Media files, data synchronisation, and remote backups, oh my! Home computing has advanced to a point where it's practical to run your own home server, and we're running down the five best tools for the job. The following server implementations cover a broad spectrum of solutions ranging from install-it-and-forget-it to tinker-your-way-to-perfection and everything in between.
FreeNas
FreeNAS is by the far the most bare bones home server software in the top five. More specifically, FreeNAS is an extremely minimal distribution of FreeBSD. How minimal, you ask? You can run FreeNAS off a 32MB flash drive. Designed to be an absolutely skeletal operating system to maximise the resources devoted to storage FreeNAS is great for when you want a simple operating system that leaves every hard drive bay and disk platter wide open for file storage goodness. Despite being so slim, FreeNAS is still feature packed, including support for BitTorrent and remote web-based file management via QuiXplorer; it even serves as the perfect iTunes music server. You can boo FreeNAS off nearly any media: hard drives, optical discs, floppy disks, and flash-based media. It has support for both hardware and software based RAID, disk encryption, and management of groups and users via local authentication or Microsoft Domains. Even an old dusty Pentium III can become a headless file-serving powerhouse with the addition of a basic $20 SATA PCI card to pack it full of modern hard drives, thanks to FreeNAS's scant 96MB of RAM requirements.
Apache
Apache is the only entry in the top five that isn't a completely stand alone server package. Apache is, however, open source and cross platform; it support a dozen operating systems; and it's the backbone of many of your fellow readers' home server operations. Because of its widespread adoption and extreme compatibility with a variety of platforms, we're including it here. No matter what operating system you throw on your home server, you're almost guaranteed that you can run Apache on it.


> [Exercise goal] Each line of the data that mentions the string "ovary" needs to be identified and copied.

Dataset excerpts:
▬▬▬

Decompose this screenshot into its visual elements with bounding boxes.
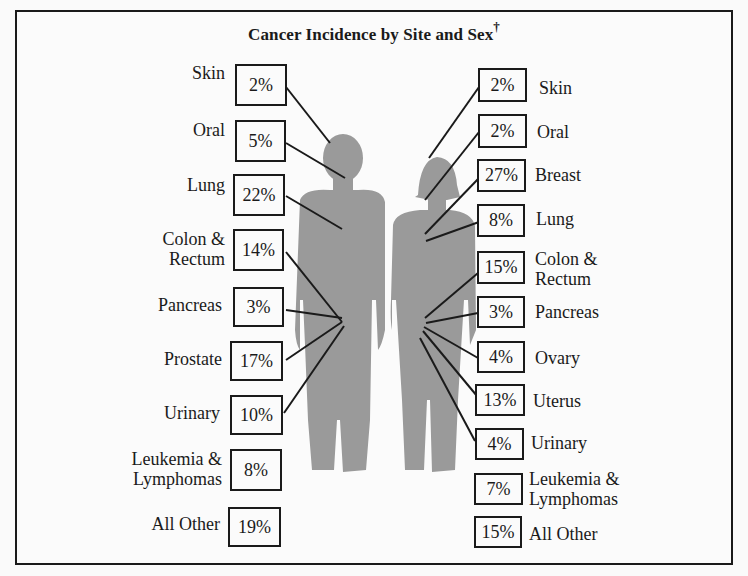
female-label-oral: Oral <box>537 122 687 142</box>
female-pct-ovary: 4% <box>477 341 525 373</box>
female-pct-pancreas: 3% <box>477 296 525 328</box>
male-pct-pancreas: 3% <box>233 287 284 327</box>
male-pct-all-other: 19% <box>228 507 281 547</box>
female-label-lung: Lung <box>536 209 686 229</box>
female-pct-all-other: 15% <box>474 516 522 548</box>
male-label-oral: Oral <box>110 120 225 140</box>
female-label-uterus: Uterus <box>533 391 683 411</box>
male-pct-colon-rectum: 14% <box>233 229 284 271</box>
male-label-pancreas: Pancreas <box>100 295 222 315</box>
female-pct-oral: 2% <box>478 114 527 148</box>
female-label-all-other: All Other <box>529 524 679 544</box>
male-label-lung: Lung <box>110 175 225 195</box>
male-pct-urinary: 10% <box>230 395 283 435</box>
female-silhouette-icon <box>391 157 476 472</box>
male-label-leukemia-line1: Leukemia & <box>100 449 222 469</box>
female-label-colon-line1: Colon & <box>535 249 685 269</box>
male-pct-lung: 22% <box>233 174 285 216</box>
female-pct-lung: 8% <box>477 204 525 237</box>
male-label-all-other: All Other <box>100 514 220 534</box>
male-label-skin: Skin <box>110 63 225 83</box>
female-label-colon-rectum: Colon & Rectum <box>535 249 685 289</box>
female-label-leukemia-line2: Lymphomas <box>529 489 689 509</box>
female-pct-colon-rectum: 15% <box>477 251 525 284</box>
female-label-leukemia-line1: Leukemia & <box>529 469 689 489</box>
male-silhouette-icon <box>295 134 385 472</box>
female-pct-uterus: 13% <box>475 384 525 416</box>
female-label-skin: Skin <box>539 78 689 98</box>
male-label-colon-rectum: Colon & Rectum <box>100 229 225 269</box>
female-label-pancreas: Pancreas <box>535 302 685 322</box>
male-label-leukemia-line2: Lymphomas <box>100 469 222 489</box>
female-pct-skin: 2% <box>478 68 527 102</box>
male-label-urinary: Urinary <box>100 403 220 423</box>
female-pct-breast: 27% <box>477 159 526 192</box>
female-label-breast: Breast <box>535 165 685 185</box>
male-label-prostate: Prostate <box>100 349 222 369</box>
male-label-colon-line1: Colon & <box>100 229 225 249</box>
female-pct-leukemia-lymphomas: 7% <box>474 473 523 505</box>
male-pct-leukemia-lymphomas: 8% <box>230 449 282 491</box>
male-pct-skin: 2% <box>235 64 287 106</box>
male-label-colon-line2: Rectum <box>100 249 225 269</box>
female-pct-urinary: 4% <box>475 428 524 460</box>
male-label-leukemia-lymphomas: Leukemia & Lymphomas <box>100 449 222 489</box>
male-pct-oral: 5% <box>235 120 286 162</box>
female-label-ovary: Ovary <box>535 348 685 368</box>
female-label-leukemia-lymphomas: Leukemia & Lymphomas <box>529 469 689 509</box>
female-label-colon-line2: Rectum <box>535 269 685 289</box>
male-pct-prostate: 17% <box>230 341 283 381</box>
female-label-urinary: Urinary <box>531 433 681 453</box>
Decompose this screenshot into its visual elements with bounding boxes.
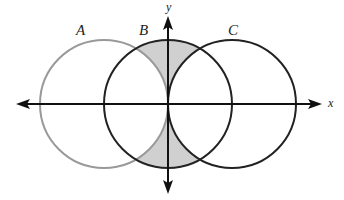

▬▬▬

> [Output for this exercise]
female-pct-ovary: 4% <box>477 341 525 373</box>
female-label-ovary: Ovary <box>535 348 685 368</box>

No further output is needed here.